By Amy Brozio-Andrews



Missing Mom
By Joyce Carol Oates

In Missing Mom, Joyce Carol Oates turns her observant eye to the subjects of loss and grief. Thirty-one-year-old Nikki Eaton doesn't regularly give much thought to her mother. Nikki is hip, sexy, writes for the local paper, and enjoys a salacious relationship with a married man, much to the dismay of her widowed mother Gwen. She figures she knows all there is to know about her other-- that what she sees on the surface: her kindness, trusting nature, and
willingness to demure to others on just about everything-- is all there is. At least, that's how she and her older sister Clare treat Gwen.

It's not until Gwen's awful murder at the hands of a paroled drifter that Nikki realizes that her mother had a depth and breadth beyond anything she'd imagined. Sparring with Clare over everything from the murerer's trial to clearing their parents' belongings from the house, Nikki, floundering in her grief, finally decides to move back in to her mother's house, at least temporarily, infuriating Clare.

But from this vantage point, Nikki has the unique opportunity to "walk a mile in someone else's shoes" as the saying goes. Following along in the activities penciled in on her calendar by Gwen before she died, Nikki finds unexpected solace in continuing Gwen's exercise at the Y and visiting elderly relatives, for example. As Nikki learns more about the person her mother really was while the first anniversary of her death draws closer, only then can she face up to what her mother really meant to her and how much she will miss having her mother in her life.

Joyce Carol Oates (We Were the Mulvaneys) has written a poignant novel, tackling the tangled relationship between mothers and daughters, especially daughters who think they've got Mom all figured out. The pace and style of Missing Mom evoke a melancholy mood with a chilling awareness of the reader: "This is my story of missing my mother. One day, in a way unique to you, it will be your story, too."

The characterization is amazing. When the novel opens with Gwen's Mother's Day dinner for friends and family, Oates sets her up so that the reader can see Gwen the way her daughters do, slowing bringing the reader around to share in Nikki's revelations along with her. As the novel progresses, what begins as a picture of a simple housewife as viewed by her children becomes a nuanced portrait of a woman who's life was infinitely more complicated and richer than either of her
girls gave her credit for.

Nikki's evolution-- over the course of one year, wrestling with shock, anger, grief, sorrow, and longing-- from a rather self-centered baby of the family to a perceptive, self-possessed young woman is a transformation sparked by picking up the pieces of her mother's life and then realizing that with this knowledge, she can begin to better understand her own.

The Secret Society of Demolition Writers
Marc Parent, ed.


"What would you write if no one knew who you were?" That's the premise
of The Secret Society of Demolition Writers, a new book of short stories edited by Marc Parent. Like the demolition derby drivers that tear around the track with fearless abandon, nothing left to lose, Parent wondered what he'd write if he had the freedom from readers' and publishers' expectations he suspects can shackle known writers with established reputations for penning this or that kind of book.

Challenging other writers-- well-known authors of novels, nonfiction books, and magazine articles-- whose work he held in high esteem, he asked them for their submissions. He vowed to keep their stories un-credited, withholding from agents, family, friends, and fans who wrote what. In his foreword, Parent teases the reader with his opinion that the observant reader may be able to match story to writer, regardless of the red herrings the authors may have strewn about their work to throw off suspicion. With un-attributed work from Aimee Bender, Benjamin Cheever (The Good Nanny), Michael Connelly, Sebastian Junger, Elizabeth McCracken, Rosie O'Donnell (Find Me), Chris Offutt, Anna Quindlen, John Burnham Schwartz, Alice Sebold, Lauren Slater (Prozac Diary), and Marc Parent himself, readers will find The Secret Society of Demolition Writers to be an eclectic collection of short stories.

In "The Safe Man," a locksmith finds there's more than just stale air and dust in a mysterious, aged safe. Meanwhile, a bickering couple's tension reaches new heights in "An Eye for An Eye." A young woman in "Eggs" wrestles with her decision to donate her eggs while her mother struggles against a terminal illness. And in "Modern Times," the most self-referential of the stories, the contributors' names are sprinkled throughout this tale of a highly-selective writing professor and one of her students.

These and other stories in the book have broad literary appeal—not especially oriented toward one genre or another. The overall effect is a solid collection of stories but none has the punch to really stand out against the others.

Unfortunately, the only thing that seems to unite them is their "anonymous" status. If these were really anonymous works, there'd be no list of big-name writers on the cover. The premise makes for an interesting literary game but it's hard to see why any of the writers invited to participate wouldn't have been willing to attach their name to their work; all of the stories are of a quality and skill that I think most readers would expect from these writers and none are so daring or risqué that any of these authors could not have published
them under their own name, which leaves the whole "anonymous" thing feeling more like a ruse meant to tease readers than anything else.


__WHAT IS BEING ASKED__. Restate the data below word for word, and let no image into your version.

Segment Start: SUPPLIED DATA

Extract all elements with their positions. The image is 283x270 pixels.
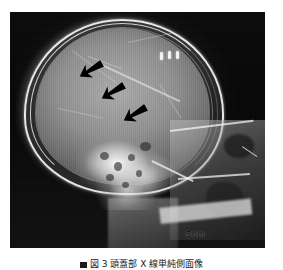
metallic-clip-marker bbox=[168, 51, 171, 59]
caption-bullet-marker bbox=[80, 262, 87, 268]
sella-turcica-lucency bbox=[140, 142, 151, 151]
figure-caption: 図 3 頭蓋部 X 線単純側面像 bbox=[0, 259, 283, 270]
orbit-lucency bbox=[224, 134, 254, 158]
mastoid-air-cell bbox=[136, 170, 142, 177]
mastoid-air-cell bbox=[100, 152, 109, 160]
mastoid-air-cell bbox=[128, 154, 135, 161]
metallic-clip-marker bbox=[160, 52, 163, 60]
scale-label: 5cm bbox=[186, 230, 206, 239]
mastoid-air-cell bbox=[106, 174, 114, 181]
mastoid-air-cell bbox=[122, 182, 129, 188]
caption-text: 図 3 頭蓋部 X 線単純側面像 bbox=[90, 259, 203, 269]
skull-radiograph-image: 5cm bbox=[10, 12, 265, 248]
metallic-clip-marker bbox=[176, 51, 179, 59]
mastoid-air-cell bbox=[114, 162, 122, 171]
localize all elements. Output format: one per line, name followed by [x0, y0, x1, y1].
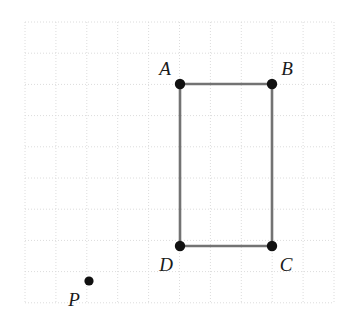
vertex-label-p: P	[67, 289, 80, 310]
geometry-figure: ABCDP	[0, 0, 344, 320]
point-marker-a	[175, 79, 185, 89]
point-marker-c	[267, 241, 277, 251]
point-marker-b	[267, 79, 277, 89]
figure-canvas: ABCDP	[0, 0, 344, 320]
vertex-label-a: A	[157, 58, 171, 79]
point-marker-d	[175, 241, 185, 251]
vertex-label-c: C	[280, 254, 293, 275]
point-marker-p	[84, 276, 93, 285]
vertex-label-d: D	[158, 254, 173, 275]
vertex-label-b: B	[281, 58, 293, 79]
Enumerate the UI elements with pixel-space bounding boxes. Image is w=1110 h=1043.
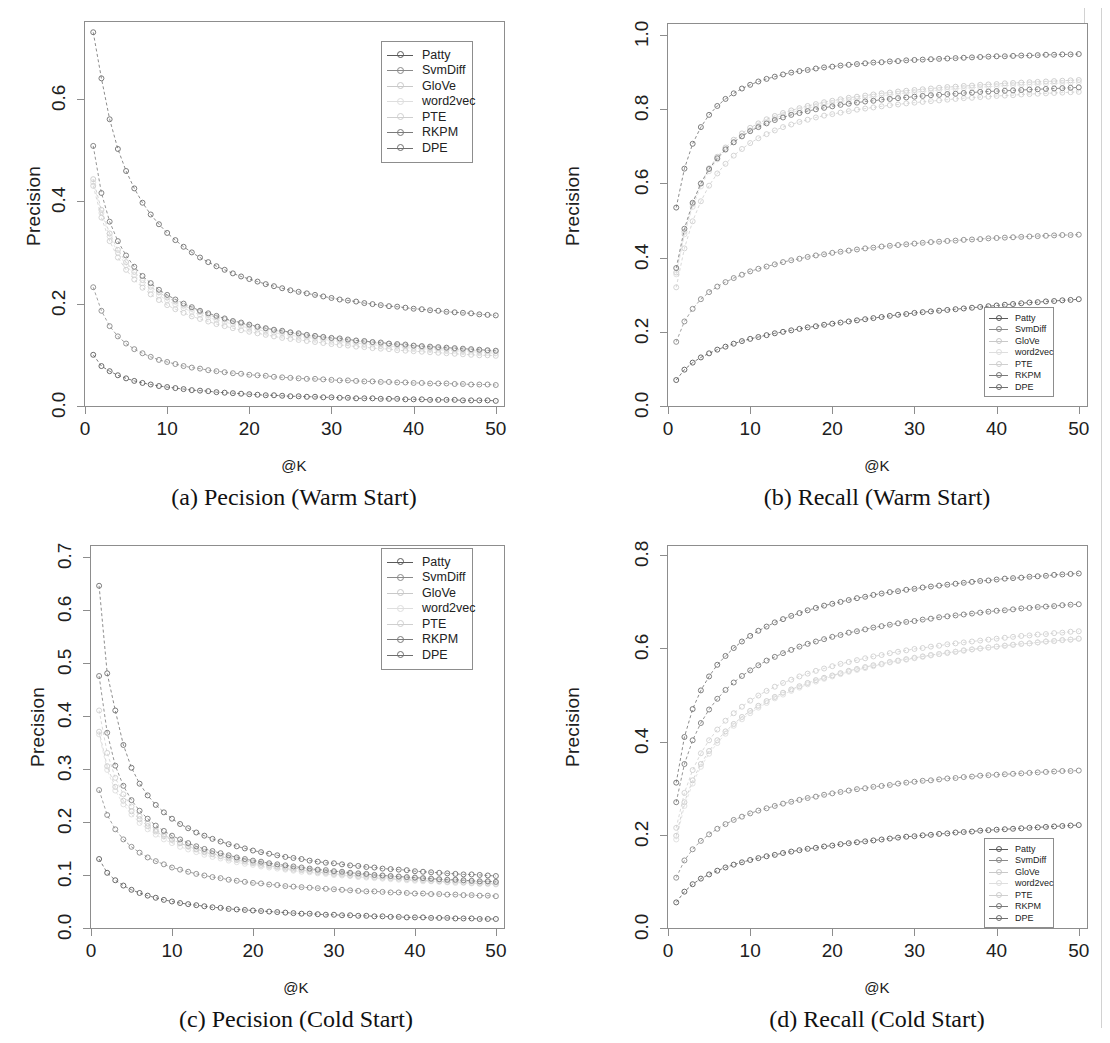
legend-circle-icon: [996, 361, 1002, 367]
legend-marker-icon: [387, 47, 413, 63]
x-tick-mark: [914, 407, 915, 414]
y-tick-mark: [83, 557, 90, 558]
legend-marker-icon: [387, 94, 413, 110]
x-tick-mark: [415, 929, 416, 936]
x-tick-label: 10: [147, 940, 197, 962]
legend-marker-icon: [387, 109, 413, 125]
legend-item[interactable]: RKPM: [989, 901, 1050, 913]
panel-d-legend[interactable]: PattySvmDiffGloVeword2vecPTERKPMDPE: [984, 838, 1054, 928]
legend-label: SvmDiff: [422, 63, 466, 77]
y-tick-mark: [660, 648, 667, 649]
legend-item[interactable]: word2vec: [387, 601, 468, 617]
legend-item[interactable]: PTE: [989, 889, 1050, 901]
legend-item[interactable]: SvmDiff: [387, 570, 468, 586]
x-tick-mark: [91, 929, 92, 936]
y-tick-mark: [660, 406, 667, 407]
legend-label: DPE: [422, 141, 448, 155]
legend-circle-icon: [397, 558, 404, 565]
x-tick-label: 40: [389, 418, 439, 440]
legend-circle-icon: [397, 67, 404, 74]
y-tick-mark: [83, 875, 90, 876]
y-tick-mark: [660, 928, 667, 929]
y-tick-label: 0.4: [48, 189, 70, 213]
panel-d-caption: (d) Recall (Cold Start): [627, 1006, 1110, 1033]
y-tick-mark: [83, 769, 90, 770]
x-tick-mark: [172, 929, 173, 936]
legend-marker-icon: [989, 912, 1008, 924]
legend-label: GloVe: [1015, 336, 1040, 346]
legend-circle-icon: [397, 589, 404, 596]
panel-d-x-axis-title: @K: [827, 979, 927, 996]
y-tick-mark: [83, 928, 90, 929]
legend-circle-icon: [397, 144, 404, 151]
panel-recall-cold-start: Precision 010203040500.00.20.40.60.8 @K …: [555, 521, 1110, 1043]
legend-marker-icon: [387, 63, 413, 79]
panel-c-y-axis-title: Precision: [27, 677, 49, 777]
legend-label: DPE: [422, 648, 448, 662]
y-tick-label: 0.6: [48, 87, 70, 111]
legend-label: PTE: [422, 617, 446, 631]
legend-item[interactable]: RKPM: [989, 370, 1050, 382]
legend-circle-icon: [996, 915, 1002, 921]
legend-item[interactable]: PTE: [387, 109, 468, 125]
panel-a-legend[interactable]: PattySvmDiffGloVeword2vecPTERKPMDPE: [381, 41, 473, 163]
legend-marker-icon: [989, 901, 1008, 913]
legend-item[interactable]: word2vec: [387, 94, 468, 110]
y-tick-mark: [660, 35, 667, 36]
legend-item[interactable]: SvmDiff: [989, 324, 1050, 336]
legend-item[interactable]: SvmDiff: [989, 855, 1050, 867]
legend-circle-icon: [996, 372, 1002, 378]
x-tick-mark: [414, 407, 415, 414]
legend-circle-icon: [397, 129, 404, 136]
legend-item[interactable]: Patty: [989, 312, 1050, 324]
legend-marker-icon: [989, 358, 1008, 370]
y-tick-label: 0.5: [54, 651, 76, 675]
y-tick-mark: [660, 332, 667, 333]
legend-item[interactable]: word2vec: [989, 878, 1050, 890]
y-tick-mark: [77, 99, 84, 100]
legend-item[interactable]: GloVe: [989, 866, 1050, 878]
legend-item[interactable]: DPE: [989, 912, 1050, 924]
legend-marker-icon: [387, 616, 413, 632]
legend-item[interactable]: GloVe: [387, 78, 468, 94]
x-tick-mark: [85, 407, 86, 414]
legend-item[interactable]: RKPM: [387, 632, 468, 648]
legend-item[interactable]: PTE: [387, 616, 468, 632]
legend-item[interactable]: Patty: [989, 843, 1050, 855]
panel-d-y-axis-title: Precision: [562, 677, 584, 777]
panel-c-legend[interactable]: PattySvmDiffGloVeword2vecPTERKPMDPE: [381, 548, 473, 670]
legend-item[interactable]: Patty: [387, 47, 468, 63]
x-tick-mark: [249, 407, 250, 414]
legend-item[interactable]: word2vec: [989, 347, 1050, 359]
x-tick-mark: [997, 407, 998, 414]
legend-item[interactable]: DPE: [387, 647, 468, 663]
legend-label: Patty: [1015, 844, 1036, 854]
legend-item[interactable]: Patty: [387, 554, 468, 570]
x-tick-label: 40: [972, 418, 1022, 440]
legend-label: PTE: [422, 110, 446, 124]
y-tick-mark: [83, 822, 90, 823]
legend-label: SvmDiff: [1015, 855, 1046, 865]
y-tick-label: 0.3: [54, 757, 76, 781]
legend-label: PTE: [1015, 890, 1033, 900]
legend-label: word2vec: [422, 94, 476, 108]
legend-circle-icon: [397, 98, 404, 105]
legend-item[interactable]: PTE: [989, 358, 1050, 370]
y-tick-mark: [77, 406, 84, 407]
y-tick-label: 0.2: [631, 823, 653, 847]
legend-item[interactable]: DPE: [989, 381, 1050, 393]
legend-item[interactable]: DPE: [387, 140, 468, 156]
x-tick-mark: [668, 407, 669, 414]
legend-item[interactable]: GloVe: [989, 335, 1050, 347]
legend-circle-icon: [397, 82, 404, 89]
legend-item[interactable]: SvmDiff: [387, 63, 468, 79]
legend-circle-icon: [996, 892, 1002, 898]
y-tick-mark: [660, 183, 667, 184]
panel-b-legend[interactable]: PattySvmDiffGloVeword2vecPTERKPMDPE: [984, 307, 1054, 397]
x-tick-mark: [334, 929, 335, 936]
legend-marker-icon: [387, 78, 413, 94]
y-tick-mark: [660, 109, 667, 110]
legend-item[interactable]: GloVe: [387, 585, 468, 601]
legend-item[interactable]: RKPM: [387, 125, 468, 141]
legend-marker-icon: [989, 866, 1008, 878]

Segment End: SUPPLIED DATA

__EXERCISE RESPONSE__.
Extract all elements with their positions. The image is 283x270 pixels.
metallic-clip-marker bbox=[168, 51, 171, 59]
caption-bullet-marker bbox=[80, 262, 87, 268]
sella-turcica-lucency bbox=[140, 142, 151, 151]
figure-caption: 図 3 頭蓋部 X 線単純側面像 bbox=[0, 259, 283, 270]
orbit-lucency bbox=[224, 134, 254, 158]
mastoid-air-cell bbox=[136, 170, 142, 177]
mastoid-air-cell bbox=[100, 152, 109, 160]
mastoid-air-cell bbox=[128, 154, 135, 161]
metallic-clip-marker bbox=[160, 52, 163, 60]
scale-label: 5cm bbox=[186, 230, 206, 239]
mastoid-air-cell bbox=[106, 174, 114, 181]
mastoid-air-cell bbox=[122, 182, 129, 188]
caption-text: 図 3 頭蓋部 X 線単純側面像 bbox=[90, 259, 203, 269]
skull-radiograph-image: 5cm bbox=[10, 12, 265, 248]
metallic-clip-marker bbox=[176, 51, 179, 59]
mastoid-air-cell bbox=[114, 162, 122, 171]
localize all elements. Output format: one per line, name followed by [x0, y0, x1, y1].
vertex-label-p: P	[67, 289, 80, 310]
geometry-figure: ABCDP	[0, 0, 344, 320]
point-marker-a	[175, 79, 185, 89]
point-marker-c	[267, 241, 277, 251]
point-marker-b	[267, 79, 277, 89]
figure-canvas: ABCDP	[0, 0, 344, 320]
vertex-label-a: A	[157, 58, 171, 79]
point-marker-d	[175, 241, 185, 251]
vertex-label-c: C	[280, 254, 293, 275]
point-marker-p	[84, 276, 93, 285]
vertex-label-d: D	[158, 254, 173, 275]
vertex-label-b: B	[281, 58, 293, 79]
Enumerate the UI elements with pixel-space bounding boxes. Image is w=1110 h=1043.
legend-circle-icon: [996, 361, 1002, 367]
legend-marker-icon: [387, 47, 413, 63]
x-tick-mark: [914, 407, 915, 414]
y-tick-mark: [83, 557, 90, 558]
legend-marker-icon: [387, 94, 413, 110]
x-tick-mark: [415, 929, 416, 936]
x-tick-label: 10: [147, 940, 197, 962]
legend-marker-icon: [387, 109, 413, 125]
legend-item[interactable]: RKPM: [989, 901, 1050, 913]
panel-d-legend[interactable]: PattySvmDiffGloVeword2vecPTERKPMDPE: [984, 838, 1054, 928]
legend-label: SvmDiff: [422, 63, 466, 77]
y-tick-mark: [660, 648, 667, 649]
legend-item[interactable]: word2vec: [387, 601, 468, 617]
legend-item[interactable]: PTE: [989, 889, 1050, 901]
legend-item[interactable]: SvmDiff: [387, 570, 468, 586]
x-tick-mark: [91, 929, 92, 936]
y-tick-mark: [660, 406, 667, 407]
legend-label: DPE: [422, 141, 448, 155]
legend-circle-icon: [397, 558, 404, 565]
x-tick-label: 40: [389, 418, 439, 440]
legend-circle-icon: [397, 67, 404, 74]
y-tick-mark: [83, 875, 90, 876]
y-tick-mark: [660, 928, 667, 929]
y-tick-label: 0.4: [48, 189, 70, 213]
panel-d-caption: (d) Recall (Cold Start): [627, 1006, 1110, 1033]
y-tick-mark: [83, 769, 90, 770]
x-tick-mark: [172, 929, 173, 936]
legend-marker-icon: [989, 912, 1008, 924]
legend-label: GloVe: [1015, 336, 1040, 346]
legend-circle-icon: [397, 589, 404, 596]
panel-d-x-axis-title: @K: [827, 979, 927, 996]
y-tick-mark: [83, 928, 90, 929]
legend-circle-icon: [397, 144, 404, 151]
panel-recall-cold-start: Precision 010203040500.00.20.40.60.8 @K …: [555, 521, 1110, 1043]
legend-marker-icon: [387, 63, 413, 79]
panel-c-y-axis-title: Precision: [27, 677, 49, 777]
legend-label: DPE: [422, 648, 448, 662]
y-tick-label: 0.6: [48, 87, 70, 111]
legend-label: PTE: [422, 617, 446, 631]
legend-item[interactable]: RKPM: [989, 370, 1050, 382]
legend-circle-icon: [996, 915, 1002, 921]
legend-item[interactable]: PTE: [387, 109, 468, 125]
panel-a-legend[interactable]: PattySvmDiffGloVeword2vecPTERKPMDPE: [381, 41, 473, 163]
legend-marker-icon: [989, 901, 1008, 913]
legend-item[interactable]: word2vec: [387, 94, 468, 110]
y-tick-mark: [660, 35, 667, 36]
legend-item[interactable]: SvmDiff: [989, 324, 1050, 336]
legend-item[interactable]: SvmDiff: [989, 855, 1050, 867]
legend-circle-icon: [996, 372, 1002, 378]
x-tick-mark: [414, 407, 415, 414]
legend-circle-icon: [397, 129, 404, 136]
legend-item[interactable]: Patty: [989, 312, 1050, 324]
legend-marker-icon: [989, 358, 1008, 370]
y-tick-label: 0.5: [54, 651, 76, 675]
y-tick-mark: [660, 332, 667, 333]
legend-item[interactable]: word2vec: [989, 878, 1050, 890]
y-tick-mark: [77, 99, 84, 100]
legend-item[interactable]: GloVe: [989, 866, 1050, 878]
legend-item[interactable]: DPE: [989, 912, 1050, 924]
legend-marker-icon: [387, 616, 413, 632]
legend-item[interactable]: GloVe: [387, 78, 468, 94]
x-tick-mark: [85, 407, 86, 414]
legend-item[interactable]: RKPM: [387, 632, 468, 648]
legend-item[interactable]: PTE: [387, 616, 468, 632]
legend-item[interactable]: Patty: [989, 843, 1050, 855]
panel-d-y-axis-title: Precision: [562, 677, 584, 777]
panel-c-legend[interactable]: PattySvmDiffGloVeword2vecPTERKPMDPE: [381, 548, 473, 670]
legend-item[interactable]: Patty: [387, 47, 468, 63]
x-tick-mark: [249, 407, 250, 414]
legend-item[interactable]: word2vec: [989, 347, 1050, 359]
x-tick-mark: [997, 407, 998, 414]
legend-item[interactable]: DPE: [387, 647, 468, 663]
legend-label: Patty: [1015, 844, 1036, 854]
legend-item[interactable]: Patty: [387, 554, 468, 570]
x-tick-label: 40: [972, 418, 1022, 440]
legend-label: PTE: [422, 110, 446, 124]
y-tick-mark: [83, 822, 90, 823]
legend-label: SvmDiff: [1015, 855, 1046, 865]
y-tick-label: 0.3: [54, 757, 76, 781]
legend-label: PTE: [1015, 890, 1033, 900]
legend-label: word2vec: [422, 94, 476, 108]
legend-circle-icon: [397, 98, 404, 105]
legend-item[interactable]: PTE: [989, 358, 1050, 370]
y-tick-mark: [77, 406, 84, 407]
y-tick-label: 0.2: [631, 823, 653, 847]
legend-item[interactable]: DPE: [989, 381, 1050, 393]
legend-item[interactable]: DPE: [387, 140, 468, 156]
x-tick-mark: [668, 407, 669, 414]
legend-item[interactable]: GloVe: [989, 335, 1050, 347]
legend-circle-icon: [397, 82, 404, 89]
legend-item[interactable]: SvmDiff: [387, 63, 468, 79]
legend-circle-icon: [996, 892, 1002, 898]
y-tick-mark: [660, 183, 667, 184]
panel-b-legend[interactable]: PattySvmDiffGloVeword2vecPTERKPMDPE: [984, 307, 1054, 397]
x-tick-mark: [334, 929, 335, 936]
legend-marker-icon: [387, 78, 413, 94]
y-tick-mark: [660, 109, 667, 110]
legend-item[interactable]: GloVe: [387, 585, 468, 601]
legend-item[interactable]: RKPM: [387, 125, 468, 141]
legend-marker-icon: [989, 866, 1008, 878]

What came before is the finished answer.